That was a pretty fair statement at the time. Now, things are closing in a bit. It doesn’t feel so isolated and the distances seem more manageable. That’s one thing about West Texas - the distances. It’s 1.25 hours to get to the nearest hospital (if you can call it that), 3.5 hours to the nearest commercial airport (5 hours to the next nearest), 3.25 hours to reasonable groceries and a real hospital, 7-8 hours to a real city, and only 30 minutes to a bank branch and a post office. All of this is on good straight roads with speed limits of 70-75 miles per hour.
Every so often I’ll drive the 3-3.5 hours to go shopping, spend maybe 3 hours hitting the butcher shop, grocery store, liquor store, pet shop, home center and wholesale grocery and drive back the same day. You need to be very organized to do that run.
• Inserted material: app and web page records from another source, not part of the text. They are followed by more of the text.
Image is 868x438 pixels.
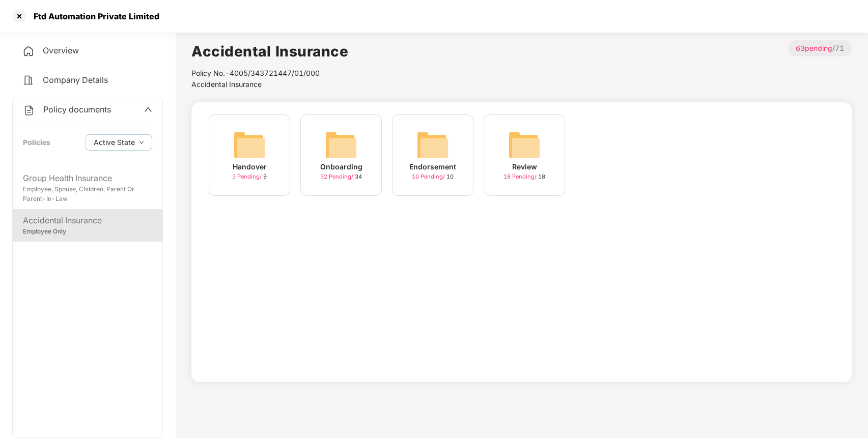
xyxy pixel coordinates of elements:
[139,140,144,146] span: down
[233,172,267,181] div: 9
[42,75,108,85] span: Company Details
[233,129,266,161] img: svg+xml;base64,PHN2ZyB4bWxucz0iaHR0cDovL3d3dy53My5vcmcvMjAwMC9zdmciIHdpZHRoPSI2NCIgaGVpZ2h0PSI2NC...
[504,172,545,181] div: 18
[23,227,152,237] div: Employee Only
[788,40,852,57] p: / 71
[233,173,263,180] span: 3 Pending /
[512,161,538,172] div: Review
[417,129,449,161] img: svg+xml;base64,PHN2ZyB4bWxucz0iaHR0cDovL3d3dy53My5vcmcvMjAwMC9zdmciIHdpZHRoPSI2NCIgaGVpZ2h0PSI2NC...
[93,137,135,148] span: Active State
[42,45,79,55] span: Overview
[144,105,152,114] span: up
[233,161,267,172] div: Handover
[23,172,152,185] div: Group Health Insurance
[22,74,35,87] img: svg+xml;base64,PHN2ZyB4bWxucz0iaHR0cDovL3d3dy53My5vcmcvMjAwMC9zdmciIHdpZHRoPSIyNCIgaGVpZ2h0PSIyNC...
[410,161,457,172] div: Endorsement
[320,161,362,172] div: Onboarding
[325,129,357,161] img: svg+xml;base64,PHN2ZyB4bWxucz0iaHR0cDovL3d3dy53My5vcmcvMjAwMC9zdmciIHdpZHRoPSI2NCIgaGVpZ2h0PSI2NC...
[320,172,362,181] div: 34
[23,137,50,148] div: Policies
[22,45,35,57] img: svg+xml;base64,PHN2ZyB4bWxucz0iaHR0cDovL3d3dy53My5vcmcvMjAwMC9zdmciIHdpZHRoPSIyNCIgaGVpZ2h0PSIyNC...
[508,129,541,161] img: svg+xml;base64,PHN2ZyB4bWxucz0iaHR0cDovL3d3dy53My5vcmcvMjAwMC9zdmciIHdpZHRoPSI2NCIgaGVpZ2h0PSI2NC...
[412,173,447,180] span: 10 Pending /
[86,134,152,151] button: Active Statedown
[43,104,111,114] span: Policy documents
[27,11,159,22] div: Ftd Automation Private Limited
[191,80,262,89] span: Accidental Insurance
[23,185,152,204] div: Employee, Spouse, Children, Parent Or Parent-In-Law
[23,104,35,117] img: svg+xml;base64,PHN2ZyB4bWxucz0iaHR0cDovL3d3dy53My5vcmcvMjAwMC9zdmciIHdpZHRoPSIyNCIgaGVpZ2h0PSIyNC...
[191,68,348,79] div: Policy No.- 4005/343721447/01/000
[23,214,152,227] div: Accidental Insurance
[320,173,355,180] span: 32 Pending /
[504,173,538,180] span: 18 Pending /
[796,44,833,52] span: 63 pending
[412,172,454,181] div: 10
[191,40,348,63] h1: Accidental Insurance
Our neighbor who is building a house has to make the trip about once a week and it doesn’t seem to phase him. Texans are used to distance and they usually talk in terms of hours instead of miles, it’s easier because some places aren’t far but they are hard to get to. When we came down to look for a place to buy the realtor put on 250 miles one day just showing us around - pretty usual for her but we were exhausted. Some days that 250 miles yields no sale.
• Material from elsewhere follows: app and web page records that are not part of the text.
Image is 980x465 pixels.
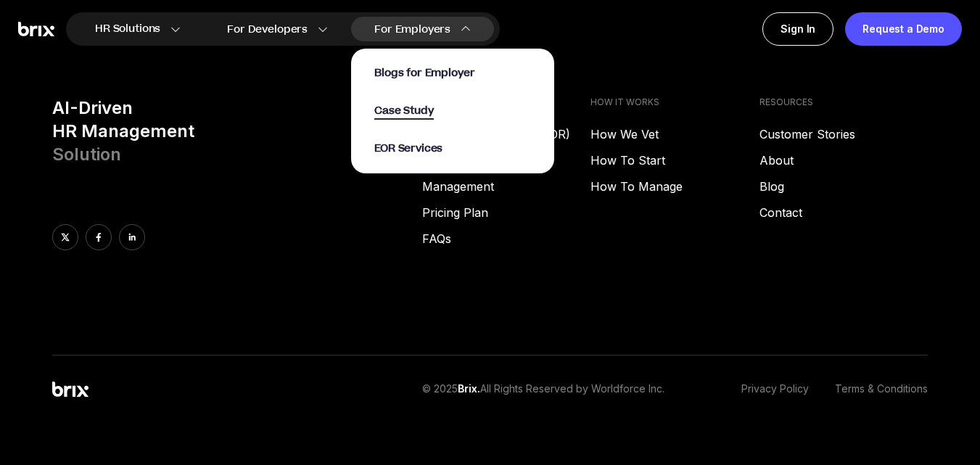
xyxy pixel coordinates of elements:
[759,204,928,221] a: Contact
[374,66,475,80] span: Blogs for Employer
[52,144,121,164] span: Solution
[422,178,591,195] a: Management
[759,152,928,169] a: About
[591,125,759,143] a: How We Vet
[422,230,591,247] a: FAQs
[759,96,928,108] h4: RESOURCES
[835,382,928,397] a: Terms & Conditions
[845,12,962,46] a: Request a Demo
[759,178,928,195] a: Blog
[591,152,759,169] a: How To Start
[95,17,160,41] span: HR Solutions
[374,102,434,118] a: Case Study
[763,12,833,46] a: Sign In
[374,103,434,119] span: Case Study
[374,141,442,156] span: EOR Services
[458,382,481,394] span: Brix.
[52,96,411,166] h3: AI-Driven HR Management
[422,382,665,397] p: © 2025 All Rights Reserved by Worldforce Inc.
[741,382,809,397] a: Privacy Policy
[422,204,591,221] a: Pricing Plan
[227,22,308,37] span: For Developers
[374,65,475,80] a: Blogs for Employer
[52,382,89,397] img: Brix Logo
[591,96,759,108] h4: HOW IT WORKS
[374,140,442,156] a: EOR Services
[591,178,759,195] a: How To Manage
[18,22,55,37] img: Brix Logo
[374,22,451,37] span: For Employers
[759,125,928,143] a: Customer Stories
A drive across Texas from El Paso in the northwest to Brownsville in the southeast is a hard two day trip and I’m not talking backroads but interstate highways most of the way. Personally, I’d do it in three days just to get in some quality scenery time.
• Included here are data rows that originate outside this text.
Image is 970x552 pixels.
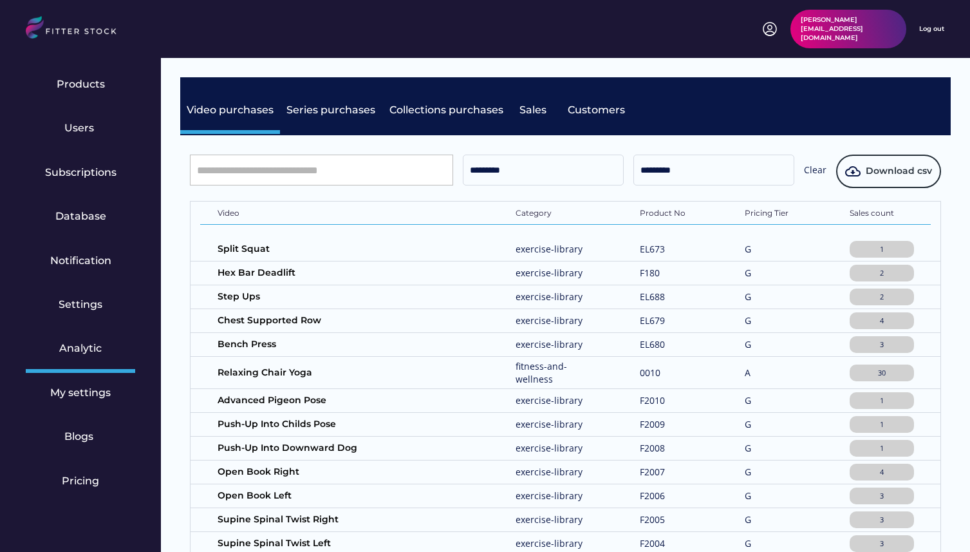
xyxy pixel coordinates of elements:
div: Push-Up Into Downward Dog [218,441,475,454]
div: exercise-library [515,489,599,502]
button: Download csv [836,154,941,188]
span: Download csv [866,165,932,178]
div: 1 [853,419,911,429]
div: G [745,441,809,454]
div: Customers [568,103,632,117]
div: G [745,418,809,431]
div: My settings [50,385,111,400]
div: G [745,266,809,279]
div: G [745,338,809,351]
div: G [745,489,809,502]
div: Chest Supported Row [218,314,475,327]
div: exercise-library [515,441,599,454]
div: Blogs [64,429,97,443]
div: G [745,537,809,550]
div: 30 [853,367,911,377]
div: Step Ups [218,290,475,303]
div: Product No [640,208,704,221]
div: Database [55,209,106,223]
div: 2 [853,268,911,277]
div: Video [218,208,475,221]
div: 0010 [640,366,704,379]
div: 3 [853,514,911,524]
div: fitness-and-wellness [515,360,599,385]
div: Subscriptions [45,165,116,180]
div: Hex Bar Deadlift [218,266,475,279]
div: Series purchases [286,103,376,117]
div: exercise-library [515,537,599,550]
div: exercise-library [515,465,599,478]
div: 3 [853,339,911,349]
div: Bench Press [218,338,475,351]
div: Relaxing Chair Yoga [218,366,475,379]
div: F2010 [640,394,704,407]
div: 2 [853,292,911,301]
div: 4 [853,467,911,476]
div: F2006 [640,489,704,502]
div: F2008 [640,441,704,454]
div: 4 [853,315,911,325]
div: Notification [50,254,111,268]
div: G [745,465,809,478]
div: exercise-library [515,290,599,303]
div: A [745,366,809,379]
div: Supine Spinal Twist Left [218,537,475,550]
div: Push-Up Into Childs Pose [218,418,475,431]
div: Open Book Left [218,489,475,502]
div: EL679 [640,314,704,327]
div: F2005 [640,513,704,526]
div: 1 [853,244,911,254]
div: exercise-library [515,243,599,255]
img: LOGO.svg [26,16,127,42]
div: G [745,243,809,255]
div: exercise-library [515,418,599,431]
div: EL680 [640,338,704,351]
div: F2007 [640,465,704,478]
div: exercise-library [515,513,599,526]
div: Video purchases [187,103,274,117]
div: exercise-library [515,266,599,279]
iframe: chat widget [916,500,957,539]
div: Products [57,77,105,91]
div: Pricing Tier [745,208,809,221]
div: exercise-library [515,394,599,407]
div: Log out [919,24,944,33]
div: EL673 [640,243,704,255]
div: Open Book Right [218,465,475,478]
div: Clear [804,163,826,180]
div: Supine Spinal Twist Right [218,513,475,526]
div: F180 [640,266,704,279]
div: 1 [853,395,911,405]
div: Pricing [62,474,99,488]
div: Advanced Pigeon Pose [218,394,475,407]
div: 1 [853,443,911,452]
div: Sales [519,103,552,117]
div: EL688 [640,290,704,303]
div: 3 [853,490,911,500]
div: G [745,314,809,327]
div: Collections purchases [389,103,503,117]
div: exercise-library [515,314,599,327]
div: Split Squat [218,243,475,255]
div: G [745,290,809,303]
div: Category [515,208,599,221]
div: Sales count [849,208,914,221]
div: F2009 [640,418,704,431]
div: 3 [853,538,911,548]
div: F2004 [640,537,704,550]
div: [PERSON_NAME][EMAIL_ADDRESS][DOMAIN_NAME] [801,15,896,42]
div: G [745,394,809,407]
div: Settings [59,297,102,311]
div: exercise-library [515,338,599,351]
img: profile-circle.svg [762,21,777,37]
div: G [745,513,809,526]
div: Users [64,121,97,135]
div: Analytic [59,341,102,355]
Texas backroads are a treat. You can drive for miles without seeing a soul on the road. You can pass through very small towns without seeing anyone on the street. Yet you can stop at a farm stall out in absolute nowhere and they’ll have sold out the melons for the day.
It’s interesting. In all this open, deserted country, people are far more observant of speed laws than around cities. You can be driving down a stretch of road that is absolutely straight for 15 miles and no one is doing more than 3-5 miles over the limit and most are right on the limit. Texans don’t seem to mind driving.
So, being so far from anywhere, what do you do in an emergency? Well, you mostly hope that there isn’t one. If there is, the ambulance is 30 miles away or more but usually a Sheriff’s Deputy is only 10-15 miles down or up the road. And, they’re all good at what they do.
They loaded me up in the ambulance one day and trucked me up to our non-hospital. We had to go through a Border Patrol checkpoint on the way and some windy mountainous country. From call-in to delivery was about two hours including a pretty thorough exam at our house prior to leaving. Of course, if I’d been very bad off they’d have transferred me to the real hospital another two hours away. If you have a really serious problem your chances are poor.
If you choose to live out in the boondocks you need a couple of things: good health and a real appreciation for the inside of a motor vehicle, because here you’re "going nowhere in a hurry, fast".
posted by Jack Hennessy 2006
Love your blog, dude. Your ventilation plan for the green house requires more thought. Look up passive cooling on the internet and you can get some ideas.
ReplyDeletethanks PhD...what you see is what I've done....what I'm thinking about doing you won't see until it's been done.